→ Task statement
For this exercise, write out exactly the lines of the material from the one containing "The height and width of the screenshot is (441, 785)." through the end, both ends included, and nothing more.

→ Record excerpts
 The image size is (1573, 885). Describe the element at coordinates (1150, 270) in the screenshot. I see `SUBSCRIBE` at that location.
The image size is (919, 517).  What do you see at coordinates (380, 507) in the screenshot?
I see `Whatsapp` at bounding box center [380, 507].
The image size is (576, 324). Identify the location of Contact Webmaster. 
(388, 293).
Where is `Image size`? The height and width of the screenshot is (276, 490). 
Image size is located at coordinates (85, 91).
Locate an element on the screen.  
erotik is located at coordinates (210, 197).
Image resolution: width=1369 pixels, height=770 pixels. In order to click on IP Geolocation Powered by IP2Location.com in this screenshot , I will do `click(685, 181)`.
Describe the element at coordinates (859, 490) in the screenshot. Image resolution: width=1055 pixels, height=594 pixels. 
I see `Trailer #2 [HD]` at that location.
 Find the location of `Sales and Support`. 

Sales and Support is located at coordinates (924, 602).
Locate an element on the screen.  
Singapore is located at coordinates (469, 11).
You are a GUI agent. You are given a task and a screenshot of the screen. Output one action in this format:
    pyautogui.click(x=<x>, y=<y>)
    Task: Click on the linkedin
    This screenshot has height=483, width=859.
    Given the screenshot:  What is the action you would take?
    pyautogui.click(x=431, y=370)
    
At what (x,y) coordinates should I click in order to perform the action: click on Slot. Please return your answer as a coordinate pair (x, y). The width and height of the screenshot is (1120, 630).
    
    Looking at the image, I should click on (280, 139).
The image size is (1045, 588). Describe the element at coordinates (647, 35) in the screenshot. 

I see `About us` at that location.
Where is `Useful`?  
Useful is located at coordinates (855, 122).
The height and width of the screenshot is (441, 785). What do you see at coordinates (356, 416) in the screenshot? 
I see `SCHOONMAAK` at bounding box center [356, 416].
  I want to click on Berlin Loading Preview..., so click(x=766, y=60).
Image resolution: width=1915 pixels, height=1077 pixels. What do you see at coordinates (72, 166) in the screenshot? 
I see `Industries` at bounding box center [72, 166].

→ Response
The height and width of the screenshot is (441, 785). What do you see at coordinates (356, 416) in the screenshot? 
I see `SCHOONMAAK` at bounding box center [356, 416].
  I want to click on Berlin Loading Preview..., so click(x=766, y=60).
Image resolution: width=1915 pixels, height=1077 pixels. What do you see at coordinates (72, 166) in the screenshot? 
I see `Industries` at bounding box center [72, 166].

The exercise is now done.